For years, Reinhold Henke, a veteran Twin Cities corporate and consulting engineer, noodled and tinkered with ways to prevent the destructive "arcing" that degrades electromechanical relays that make the world run like clockwork.
Every day, the relays, which typically cost $50 to $400, switch electrical currents in everything from railway signals to industrial machinery and household appliances.
Many times, however, those relays wind up being the glitch in an electrical system.
Henke and his partner in Arc Suppression Technologies, Bob Thorbus, over the last five years developed, patented and commercialized a solution called the NOsparc, which suppresses arcing by 99 percent and extends the life of relays by at least 10 times.
"Minimum 10 times," said Thorbus, who is the company's chief executive. "You save the cost of at least nine relays."
Thorbus said Arc Suppression — which is a finalist in the Midwest Cleantech technology competition — has lined up 100 initial customers and that revenue should be in the "millions" next year.
The NOsparc, made by a Minnesota contract manufacturer, costs $30 to $50 per unit depending on order size. Customers include Oshkosh Corp., Australian Rail Track Corp., Computrols of New Orleans and Chanhassen-based Roberts Automatic.
In an interview last week, Thorbus said there are major customer-order announcements coming and that the firm expects to raise up to $1.5 million from private investors by the end of this year to finance what he projects will be breakout sales volume in the next two years.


--- EXERCISE INSTRUCTIONS ---
Print all of the data below exactly as it appears, leaving out every image.
(RECORD SET begins)
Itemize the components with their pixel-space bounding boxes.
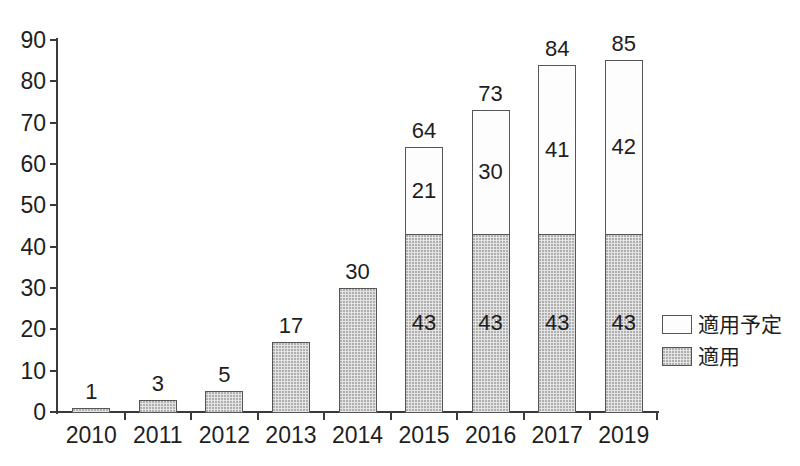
bar-total-label-2015: 64 (391, 118, 457, 144)
x-tick (523, 412, 525, 420)
x-axis-label-2012: 2012 (191, 421, 258, 449)
bar-segment-applied-2013 (272, 342, 310, 413)
bar-total-label-2012: 5 (191, 362, 257, 388)
legend-item-applied: 適用 (662, 346, 782, 367)
bar-total-label-2019: 85 (591, 31, 657, 57)
y-tick-label: 70 (0, 109, 46, 137)
bar-total-label-2017: 84 (524, 36, 590, 62)
bar-segment-label-planned-2019: 42 (591, 134, 657, 160)
bar-segment-label-applied-2015: 43 (391, 310, 457, 336)
y-tick (50, 287, 58, 289)
x-tick (656, 412, 658, 420)
x-tick (323, 412, 325, 420)
legend: 適用予定 適用 (662, 314, 782, 378)
x-axis-label-2013: 2013 (258, 421, 325, 449)
bar-total-label-2014: 30 (325, 259, 391, 285)
bar-segment-applied-2011 (139, 400, 177, 413)
bar-segment-applied-2014 (339, 288, 377, 413)
bar-segment-label-planned-2015: 21 (391, 178, 457, 204)
y-tick (50, 39, 58, 41)
y-tick (50, 80, 58, 82)
bar-segment-label-applied-2017: 43 (524, 310, 590, 336)
x-axis-label-2011: 2011 (125, 421, 192, 449)
x-tick (390, 412, 392, 420)
bar-segment-label-applied-2016: 43 (458, 310, 524, 336)
x-axis-label-2019: 2019 (590, 421, 657, 449)
bar-segment-label-applied-2019: 43 (591, 310, 657, 336)
y-tick (50, 370, 58, 372)
y-axis-line (56, 38, 58, 414)
legend-label-planned: 適用予定 (698, 314, 782, 335)
y-tick (50, 122, 58, 124)
x-tick (589, 412, 591, 420)
y-tick-label: 30 (0, 274, 46, 302)
y-tick-label: 50 (0, 191, 46, 219)
y-tick-label: 20 (0, 315, 46, 343)
x-axis-label-2014: 2014 (324, 421, 391, 449)
x-tick (190, 412, 192, 420)
bar-segment-applied-2010 (72, 408, 110, 413)
x-axis-label-2015: 2015 (391, 421, 458, 449)
x-tick (456, 412, 458, 420)
y-tick-label: 0 (0, 398, 46, 426)
y-tick (50, 163, 58, 165)
x-tick (124, 412, 126, 420)
x-axis-label-2010: 2010 (58, 421, 125, 449)
bar-segment-label-planned-2017: 41 (524, 137, 590, 163)
legend-swatch-applied (662, 347, 692, 366)
y-tick (50, 246, 58, 248)
legend-item-planned: 適用予定 (662, 314, 782, 335)
y-tick (50, 328, 58, 330)
y-tick-label: 10 (0, 357, 46, 385)
bar-segment-label-planned-2016: 30 (458, 159, 524, 185)
bar-total-label-2016: 73 (458, 81, 524, 107)
x-tick (257, 412, 259, 420)
y-tick (50, 411, 58, 413)
x-axis-label-2016: 2016 (457, 421, 524, 449)
stacked-bar-chart: 0102030405060708090 20102011201220132014… (0, 0, 800, 466)
y-tick-label: 90 (0, 26, 46, 54)
y-tick-label: 40 (0, 233, 46, 261)
y-tick (50, 204, 58, 206)
bar-segment-applied-2012 (205, 391, 243, 413)
y-tick-label: 60 (0, 150, 46, 178)
legend-swatch-planned (662, 315, 692, 334)
bar-total-label-2011: 3 (125, 371, 191, 397)
x-axis-label-2017: 2017 (524, 421, 591, 449)
bar-total-label-2010: 1 (58, 379, 124, 405)
legend-label-applied: 適用 (698, 346, 740, 367)
y-tick-label: 80 (0, 67, 46, 95)
bar-total-label-2013: 17 (258, 313, 324, 339)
(RECORD SET ends)
--- RESULT ---
Itemize the components with their pixel-space bounding boxes.
bar-total-label-2015: 64 (391, 118, 457, 144)
x-tick (523, 412, 525, 420)
x-axis-label-2012: 2012 (191, 421, 258, 449)
bar-segment-applied-2013 (272, 342, 310, 413)
bar-total-label-2012: 5 (191, 362, 257, 388)
legend-item-applied: 適用 (662, 346, 782, 367)
bar-total-label-2019: 85 (591, 31, 657, 57)
y-tick-label: 70 (0, 109, 46, 137)
bar-total-label-2017: 84 (524, 36, 590, 62)
bar-segment-label-planned-2019: 42 (591, 134, 657, 160)
bar-segment-label-applied-2015: 43 (391, 310, 457, 336)
y-tick (50, 287, 58, 289)
x-tick (656, 412, 658, 420)
x-tick (323, 412, 325, 420)
legend: 適用予定 適用 (662, 314, 782, 378)
x-axis-label-2013: 2013 (258, 421, 325, 449)
bar-total-label-2014: 30 (325, 259, 391, 285)
bar-segment-applied-2011 (139, 400, 177, 413)
bar-segment-applied-2014 (339, 288, 377, 413)
bar-segment-label-planned-2015: 21 (391, 178, 457, 204)
y-tick (50, 39, 58, 41)
y-tick (50, 80, 58, 82)
bar-segment-label-applied-2017: 43 (524, 310, 590, 336)
x-axis-label-2011: 2011 (125, 421, 192, 449)
x-tick (390, 412, 392, 420)
bar-segment-label-applied-2016: 43 (458, 310, 524, 336)
x-axis-label-2019: 2019 (590, 421, 657, 449)
bar-segment-label-applied-2019: 43 (591, 310, 657, 336)
y-tick (50, 370, 58, 372)
y-axis-line (56, 38, 58, 414)
legend-label-planned: 適用予定 (698, 314, 782, 335)
y-tick (50, 122, 58, 124)
x-tick (589, 412, 591, 420)
y-tick-label: 30 (0, 274, 46, 302)
y-tick-label: 50 (0, 191, 46, 219)
y-tick-label: 20 (0, 315, 46, 343)
x-axis-label-2014: 2014 (324, 421, 391, 449)
x-tick (190, 412, 192, 420)
bar-segment-applied-2010 (72, 408, 110, 413)
x-axis-label-2015: 2015 (391, 421, 458, 449)
x-tick (456, 412, 458, 420)
y-tick-label: 0 (0, 398, 46, 426)
y-tick (50, 163, 58, 165)
x-tick (124, 412, 126, 420)
x-axis-label-2010: 2010 (58, 421, 125, 449)
bar-segment-label-planned-2017: 41 (524, 137, 590, 163)
legend-swatch-applied (662, 347, 692, 366)
y-tick (50, 246, 58, 248)
legend-item-planned: 適用予定 (662, 314, 782, 335)
y-tick (50, 328, 58, 330)
y-tick-label: 10 (0, 357, 46, 385)
bar-segment-label-planned-2016: 30 (458, 159, 524, 185)
bar-total-label-2016: 73 (458, 81, 524, 107)
x-tick (257, 412, 259, 420)
y-tick (50, 411, 58, 413)
x-axis-label-2016: 2016 (457, 421, 524, 449)
stacked-bar-chart: 0102030405060708090 20102011201220132014… (0, 0, 800, 466)
y-tick-label: 90 (0, 26, 46, 54)
y-tick-label: 40 (0, 233, 46, 261)
y-tick (50, 204, 58, 206)
bar-segment-applied-2012 (205, 391, 243, 413)
y-tick-label: 60 (0, 150, 46, 178)
legend-swatch-planned (662, 315, 692, 334)
bar-total-label-2011: 3 (125, 371, 191, 397)
x-axis-label-2017: 2017 (524, 421, 591, 449)
bar-total-label-2010: 1 (58, 379, 124, 405)
legend-label-applied: 適用 (698, 346, 740, 367)
y-tick-label: 80 (0, 67, 46, 95)
bar-total-label-2013: 17 (258, 313, 324, 339)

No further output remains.